Mother and Head of All Churches of the City and the World
For Catholics who have not had the opportunity to go to Rome, today’s festival may seem remote and almost unreal. Saint Peter’s Basilica holds a more prominent place in the Catholic imagination. News commentators often mistake Saint Peter’s for the cathedral of the bishop of the Rome. Saint Peter’s gets all the media coverage. The dome of Saint Peter’s is, for many, the icon of Catholicism; to the eyes of the world Bernini’s colonnade is the embrace of the Church, great arms flung open in an embrace that defies the ages.
For all of this, Saint John Lateran remains the Mother Church of the Eternal City and of the world, the church wherein every Catholic can be at home. The inscription on the façade of the Lateran reads: Omnium urbis et orbis ecclesiarium mater et caput, mother and head of all churches of the city and of world. One cannot visit the Lateran Basilica without coming away with a clearer impression of what it means to be a Roman Catholic.
A Pilgrimage of the Heart
The liturgy summons us today us to make a pilgrimage of the heart. Today’s Mass and Divine Office are full of mysterious archetypes: thresholds and doors, stones and ladders, pillars and gates, fires and storms, trumpet blasts and mountains, water and blood. All of these resonate to the great central affirmation of the liturgy of the Dedication of a Church: “God is in his holy place” (Ps 67:6).
Rome is Home
The distance separating Rome and every other place is swallowed up in the mystery of the Holy Sacrifice. Our mystical pilgrimage to the heart of the Church leads us always to the altar. In a very real sense, for all of us, Rome is home. Transposed into the realm of the faith, the ancient adages hold true: to be Roman is be to be free, to be Roman is to be a citizen of the world.

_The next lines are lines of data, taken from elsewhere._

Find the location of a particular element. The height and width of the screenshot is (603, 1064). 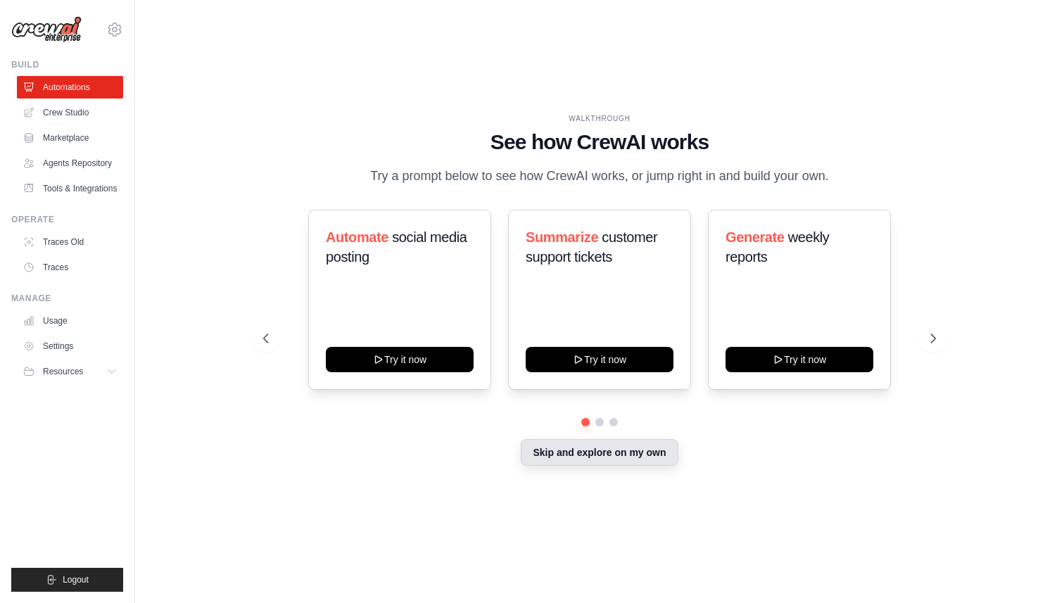

a: Marketplace is located at coordinates (70, 138).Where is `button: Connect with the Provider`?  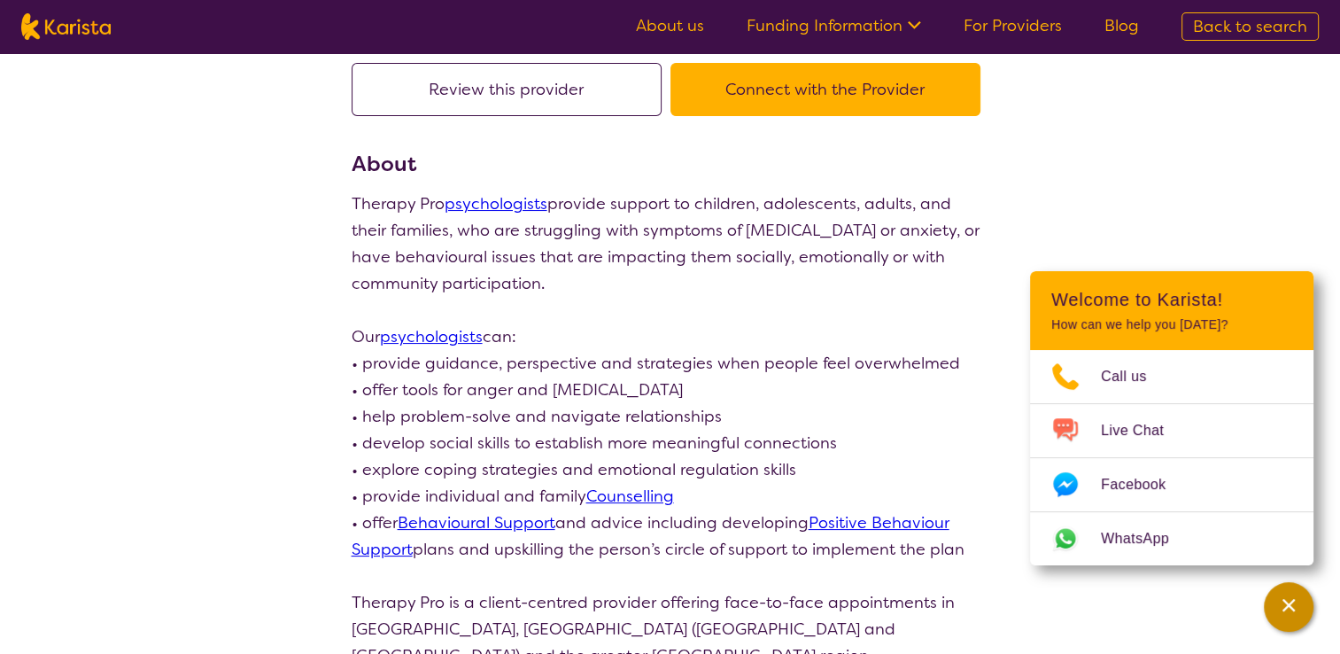
button: Connect with the Provider is located at coordinates (825, 89).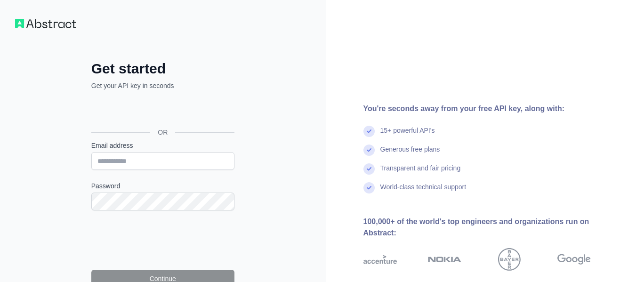  Describe the element at coordinates (421, 173) in the screenshot. I see `div: Transparent and fair pricing` at that location.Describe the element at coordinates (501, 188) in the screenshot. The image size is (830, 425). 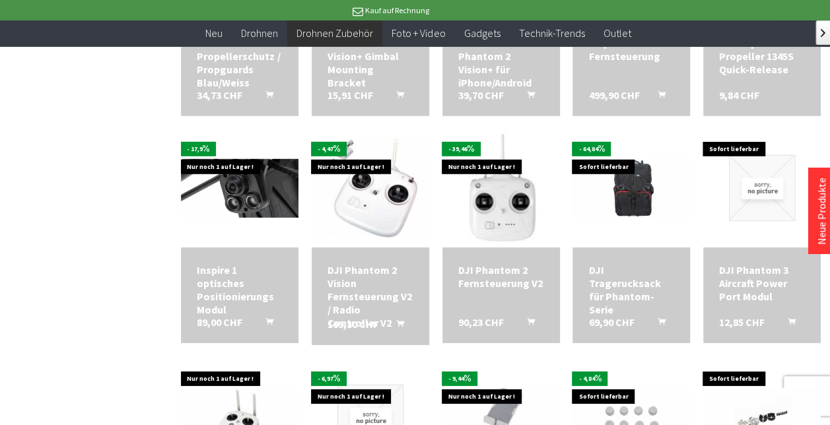
I see `img: DJI Phantom 2 Fernsteuerung V2` at that location.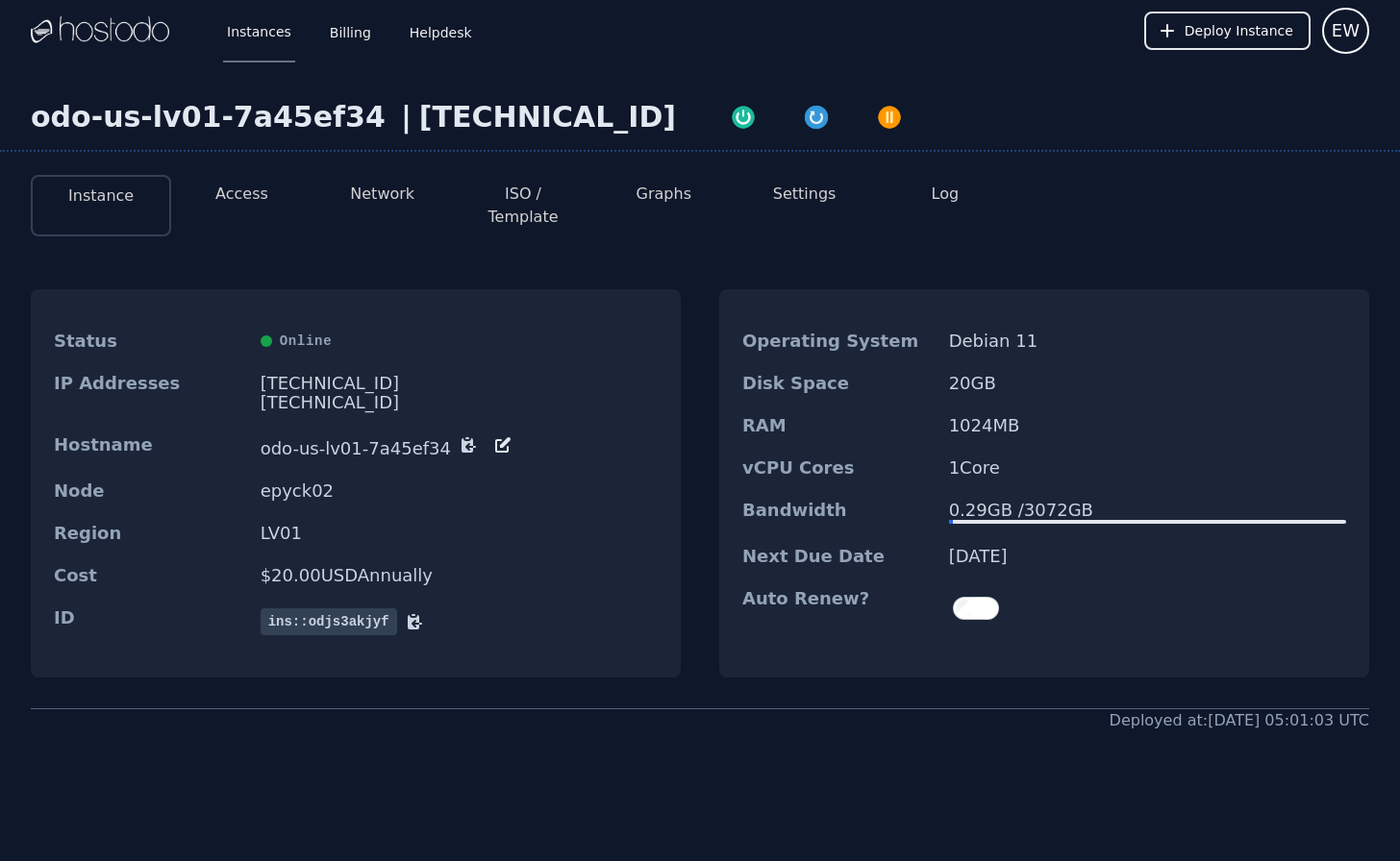  What do you see at coordinates (1147, 511) in the screenshot?
I see `div: 0.29 GB / 3072 GB` at bounding box center [1147, 511].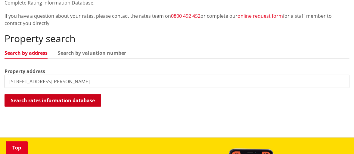 The height and width of the screenshot is (154, 354). I want to click on input: e.g. Duke Street NGARUAWAHIA, so click(177, 81).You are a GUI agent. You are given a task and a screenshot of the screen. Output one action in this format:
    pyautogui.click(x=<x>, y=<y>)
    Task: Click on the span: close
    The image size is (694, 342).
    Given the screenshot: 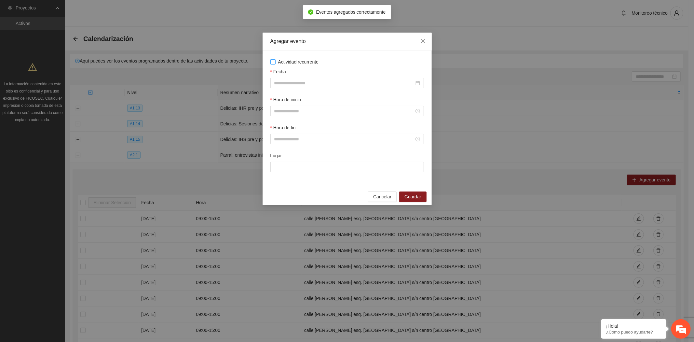 What is the action you would take?
    pyautogui.click(x=423, y=41)
     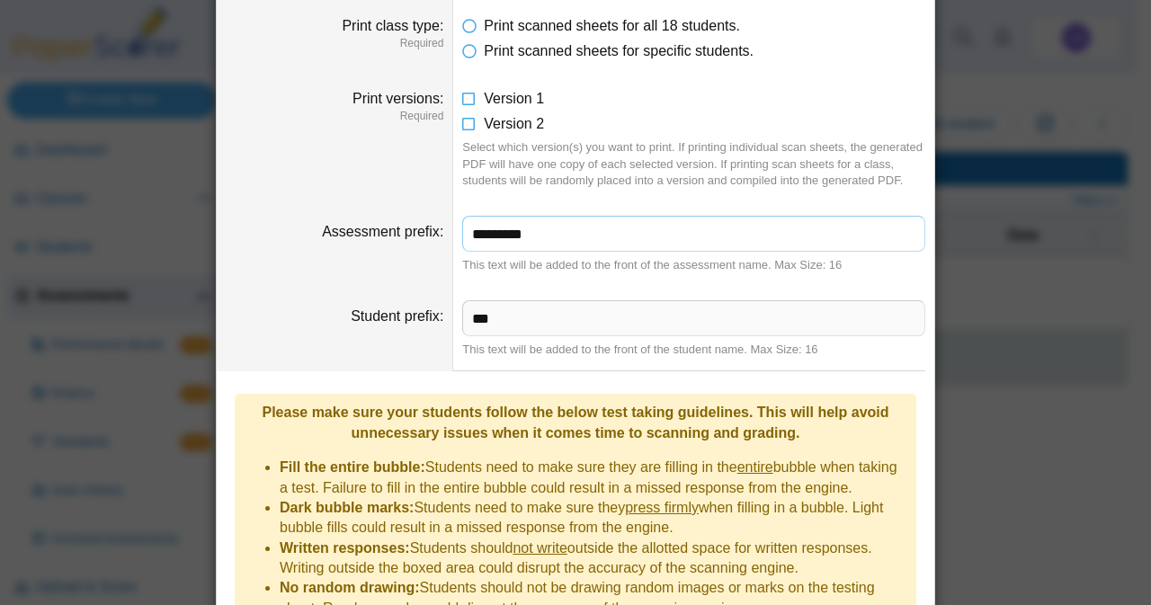 What do you see at coordinates (575, 422) in the screenshot?
I see `b: Please make sure your students follow the below test taking guidelines. This will help avoid unne...` at bounding box center [575, 422].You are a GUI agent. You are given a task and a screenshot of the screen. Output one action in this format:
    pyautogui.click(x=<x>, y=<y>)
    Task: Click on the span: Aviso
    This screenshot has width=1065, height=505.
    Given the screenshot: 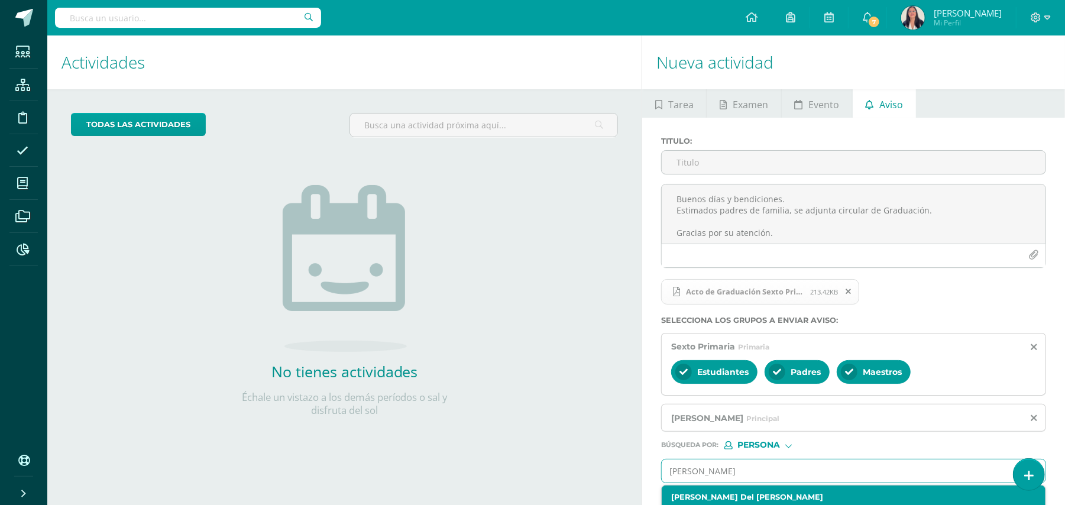 What is the action you would take?
    pyautogui.click(x=891, y=105)
    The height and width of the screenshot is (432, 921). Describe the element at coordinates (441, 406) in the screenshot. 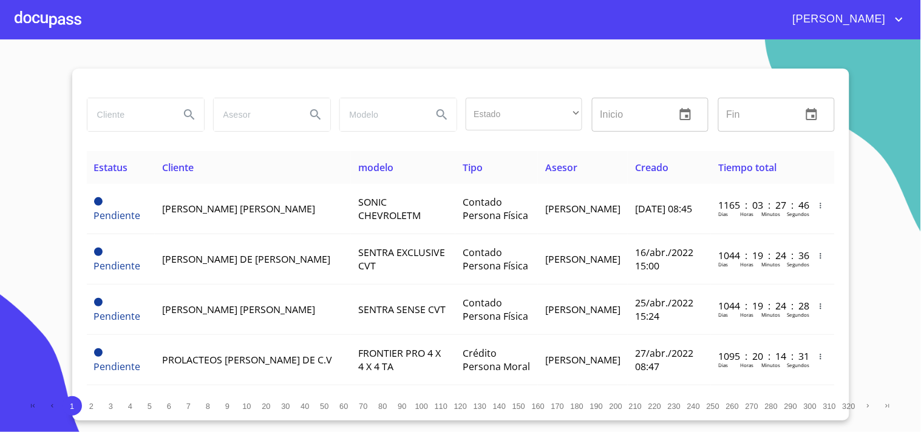

I see `button: 110` at that location. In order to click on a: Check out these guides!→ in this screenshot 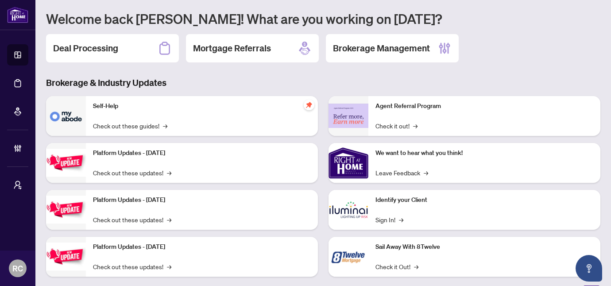, I will do `click(130, 126)`. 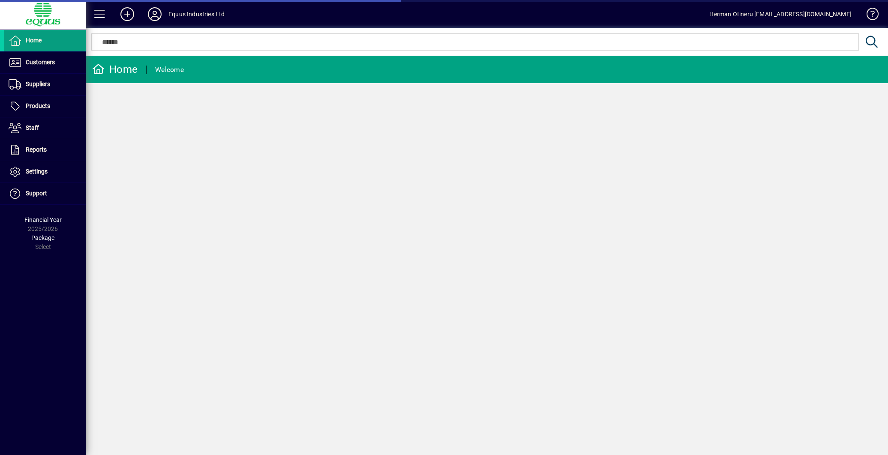 What do you see at coordinates (38, 106) in the screenshot?
I see `span: Products` at bounding box center [38, 106].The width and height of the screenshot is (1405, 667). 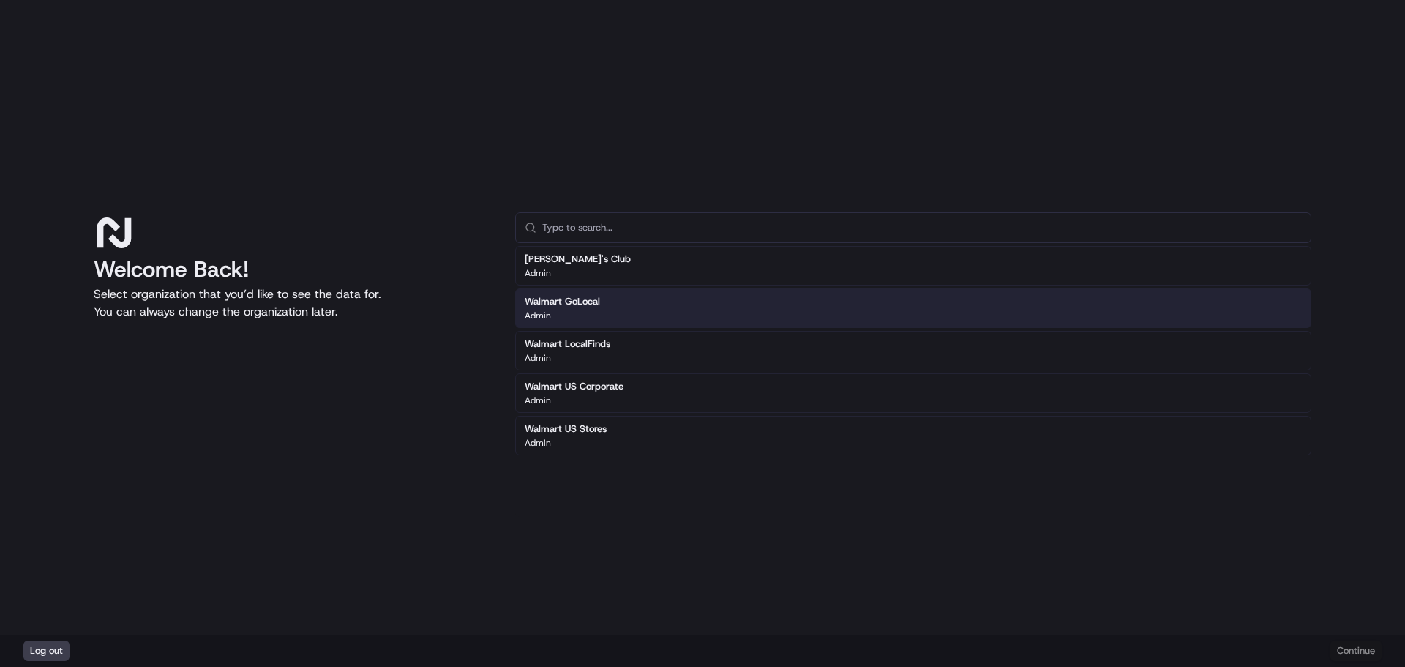 I want to click on h1: Welcome Back!, so click(x=293, y=269). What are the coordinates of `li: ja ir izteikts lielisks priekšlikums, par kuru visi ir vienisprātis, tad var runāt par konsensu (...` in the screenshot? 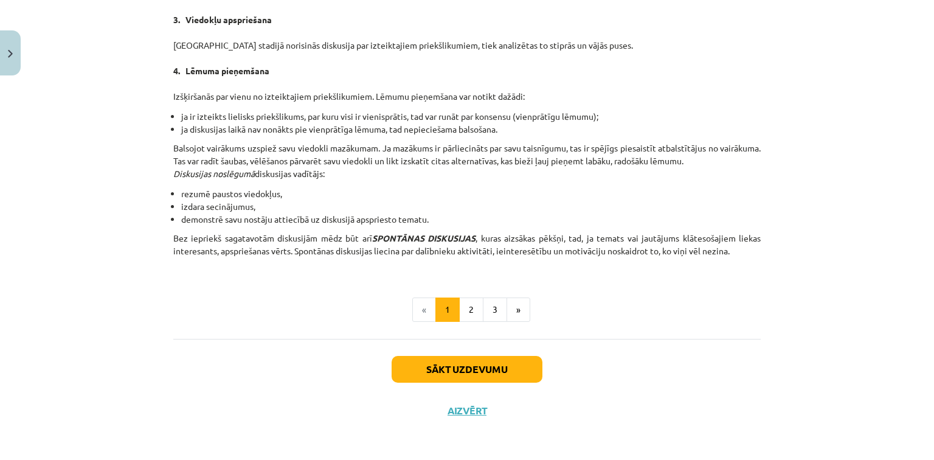 It's located at (471, 116).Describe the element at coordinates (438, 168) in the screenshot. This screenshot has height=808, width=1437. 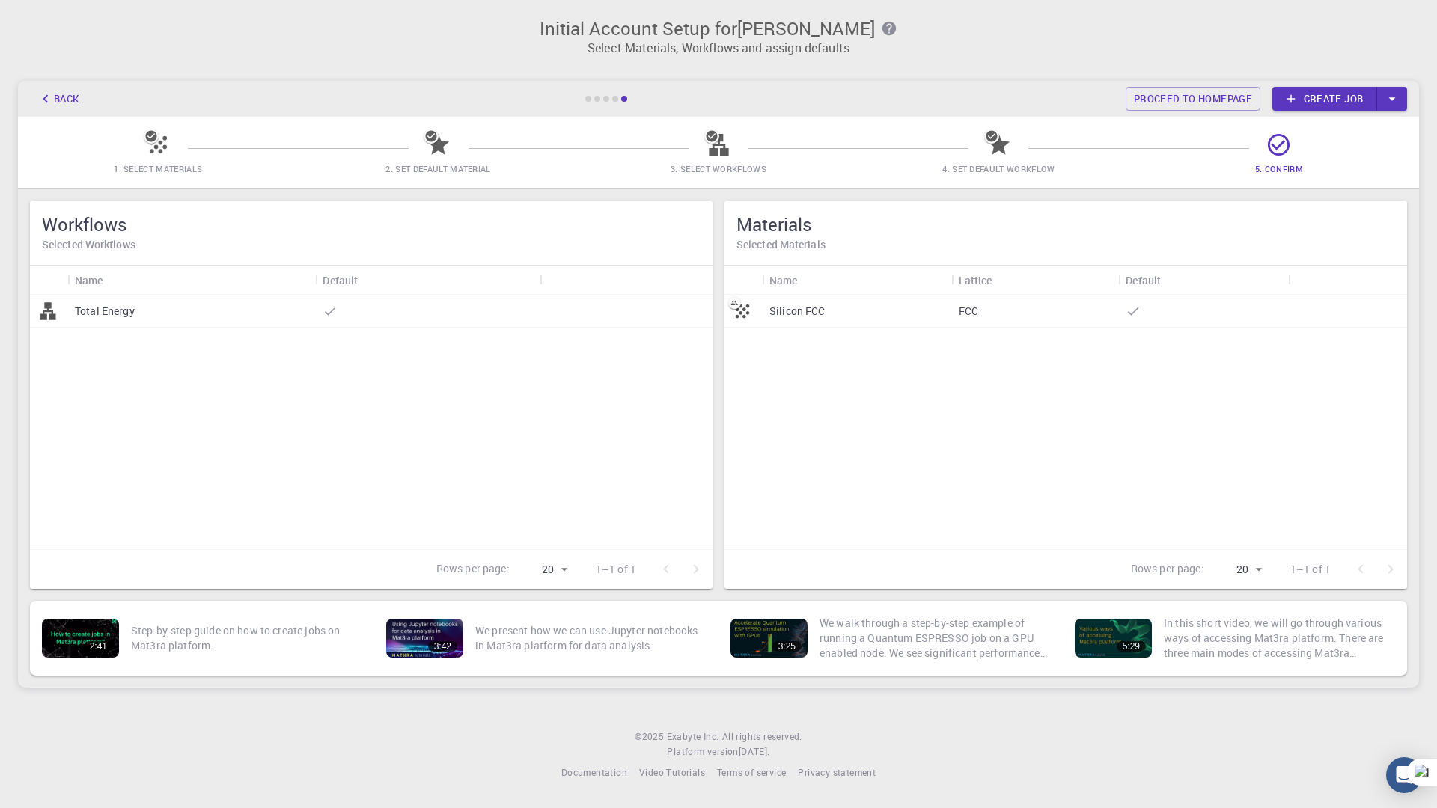
I see `span: 2. Set Default Material` at that location.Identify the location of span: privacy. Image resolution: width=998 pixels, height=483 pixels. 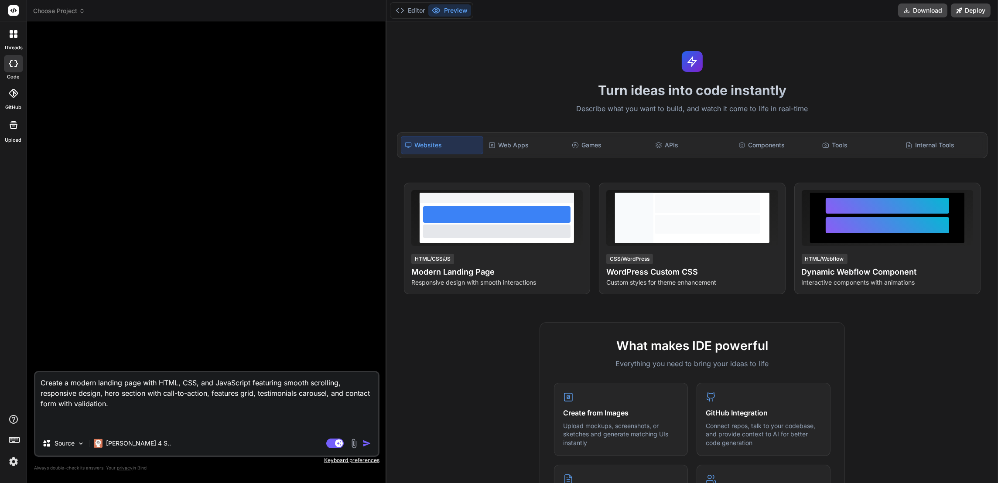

In the Sweet Obedience of Communion With Peter
Being Roman Catholic means being Catholic at the crossroads of the world, Catholic in the sweet obedience of communion with Peter, Catholic in adhering to the truth taught from Peter’s Chair, a truth resplendent with the blood of the Church’s martyrs and all ablaze with the fire of her mystics. The festival of the Dedication of the Lateran says to those who have ears to hear, “Come to the heart of the Church, live in the heart of the Church. Let zeal for the house of God consume you.”